On the basis of documents submitted by Goldman Sachs to Securities and Exchange Commission, Blankfein would receive in January 2011 a bonus worth about 24.3 million dollars, based on the price of shares registered at the closing of the meeting Goldman Sachs on 14 December. In turn, President Gary D. Cohn he would also receive a bonus of 24 million dollars.
These payments, equivalent to a part of the bonuses worth 67.9 million dollars paid by Blankfein and the 66.9 million dollars Gary D. Cohn for 2007, reflects a decrease of approximately 24% of the value of Goldman Sachs’ shares, down from $218.86 per share recorded in 2007 when granting bonuses.
After one year since the bonuses for 2007 were approved, Goldman Sachs lent 10 billion dollars from the U.S. government, turned into a commercial bank, and this year paid 550 million dollars to escape fraud charges linked to a series of mortgage bonds that the company has sold in 2007.
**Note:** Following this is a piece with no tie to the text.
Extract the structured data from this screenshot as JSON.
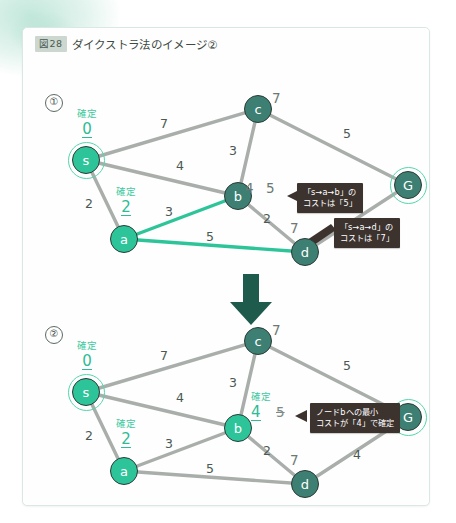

With the financial crisis of 2008 led to the failure of competitors as like Lehman Brothers Holdings and forced governments to provide unprecedented support for some financial institutions, the regulators have supported banks to reward top employees with bonuses and redeem shares if the trading strategies that have proved unwise. Blankfein and Cohn did not receive any bonuses in 2008 and in 2009 received only a limited number of shares.